Single oral ivermectin doses reach peak plasma concentrations within about 4–5 hours and have reported elimination half-lives ranging roughly from 12 to 80 hours depending on the study and assay; many clinical studies sample plasma up to 72 hours after dosing because concentrations drop toward assay limits by then [1] [2] [3]. Detection sensitivity depends on assay lower limits (commonly ~1 ng/mL to ~0.97 ng/mL), so “detection window” varies with dose, matrix (plasma vs capillary/whole blood), and analytic method [4] [5] [6].

1. How soon after a single oral dose ivermectin is detectable and when it peaks

Ivermectin appears rapidly in plasma after oral administration and reaches peak concentrations at approximately 4 hours in most contemporary reports (one classic onchocerciasis study reported Tmax ≈5.2 h) — the usual clinical estimate is about 4–5 hours post-dose [1] [2]. Studies therefore routinely collect multiple samples in the first 12 hours to capture absorption and Cmax [3].

2. What “half‑life” and elimination tell us about detectability

Reported elimination half‑lives for ivermectin vary across studies and populations: older HPLC work reported half‑lives near 12–13 hours in small dosing studies (6–12 mg) while other work and reviews cite mean half‑lives in a broader range (about 25–80 h), reflecting different assays, populations, and possible enterohepatic recirculation [5] [1] [2]. Longer half‑life estimates correspond to prolonged low‑level exposure, but the practical detection window in plasma is constrained both by assay sensitivity and drug distribution into tissues [4] [1].

3. Typical sampling windows used by clinical studies

Because many investigators expect concentrations to fall substantially by 72 hours, clinical PK sampling is often truncated at 72 h after a single dose; several bioequivalence and PK trials therefore collect samples up to 72 h (with dense early sampling and additional late points at 48–72 h) [3]. Population PK work has modeled concentration–time curves beyond these points but initial clinical detection is normally focused within the first 3 days [7] [8].
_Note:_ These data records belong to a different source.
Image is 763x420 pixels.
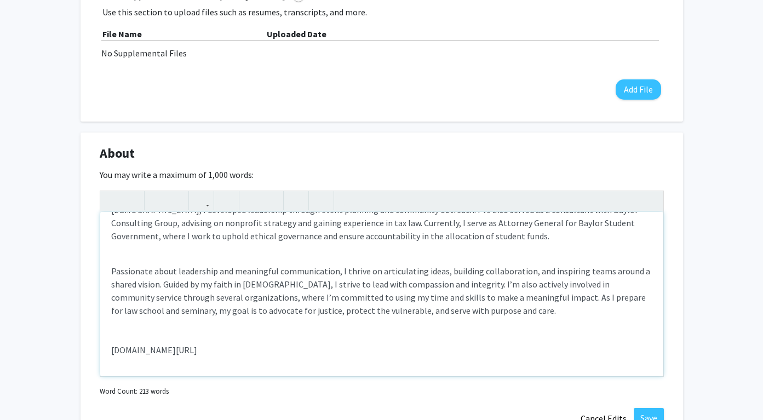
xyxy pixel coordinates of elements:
p: Passionate about leadership and meaningful communication, I thrive on articulating ideas, buildin... [111,264,652,356]
iframe: Chat [8,371,47,412]
button: Remove format [286,191,305,210]
button: Unordered list [242,191,261,210]
button: Link [192,191,211,210]
b: File Name [102,28,142,39]
label: You may write a maximum of 1,000 words: [100,168,253,181]
button: Ordered list [261,191,280,210]
button: Add File [615,79,661,100]
span: About [100,143,135,163]
button: Insert Image [217,191,236,210]
button: Superscript [147,191,166,210]
b: Uploaded Date [267,28,326,39]
button: Subscript [166,191,186,210]
button: Strong (Ctrl + B) [103,191,122,210]
div: No Supplemental Files [101,47,662,60]
small: Word Count: 213 words [100,386,169,396]
button: Insert horizontal rule [312,191,331,210]
button: Fullscreen [641,191,660,210]
p: Use this section to upload files such as resumes, transcripts, and more. [102,5,661,19]
div: Note to users with screen readers: Please deactivate our accessibility plugin for this page as it... [100,212,663,376]
p: [DOMAIN_NAME][URL] [111,343,652,356]
button: Emphasis (Ctrl + I) [122,191,141,210]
4. How assay sensitivity shifts the detection window

Analytical methods vary: classic HPLC‑fluorescence assays reported lower limits of about 1 ng/mL and detected ivermectin up to 56–72 h after single doses of 6–12 mg [5]. Modern LC‑MS/MS methods validated in recent reports achieve quantification ranges from about 0.97 ng/mL up to several hundred ng/mL and therefore can detect lower concentrations in small plasma volumes, potentially extending practical detection compared with older methods [4] [6].

5. Matrix matters — plasma, whole blood and capillary samples differ

Ivermectin is lipophilic and distributes into tissues and skin; plasma and whole‑blood concentrations can differ and capillary blood (what mosquitoes encounter) sometimes shows different exposure than venous plasma, which affects interpretation of “detectable” levels for different purposes (therapeutic monitoring vs vector‑lethal effects). Population PK studies explicitly relate plasma and dried blood spot (DBS) results because matrix selection changes concentration profiles and detection windows [4] [9] [8] [1].

6. Dose and clinical context change windows

Reported Cmax values scale with dose: one onchocerciasis study of 150 µg/kg reported Cmax ≈52 ng/mL (patients) with Tmax 5.2 h and half‑life 35 h, and other volunteer studies at similar dosing report Cmax near ~40 ng/mL at ~4 h [2] [1]. Higher doses and formulations that increase initial exposure will lengthen the time concentrations remain above an assay’s lower limit; conversely, low single doses may become undetectable by 48–72 h with standard assays [2] [5].

7. Uncertainties, competing interpretations and limitations of existing reports

Available sources show heterogeneity: half‑life estimates span ~12–80 h [5] [1], detection durations depend on analytic lower limits [5] [4], and tissue redistribution or enterohepatic recirculation can cause secondary rises or prolonged low exposures seen in some studies [2] [1]. Population PK models attempt to reconcile these differences but note remaining uncertainty in real‑world variability, body composition effects, and matrix conversions [7] [8].

8. Practical takeaway for clinicians, researchers and forensic testing

Expect ivermectin to be readily detectable in plasma within hours of an oral dose, with Cmax near 4–5 h. With common analytical limits (~1 ng/mL) and typical single doses, plasma concentrations are usually measurable for at least 24–72 h; specific detection beyond that depends on dose, matrix, individual pharmacokinetics, and the sensitivity of the assay used [2] [5] [3] [6].

If you want, I can extract specific reported Cmax, Tmax and half‑life values from individual studies (dose by dose) in the cited literature above.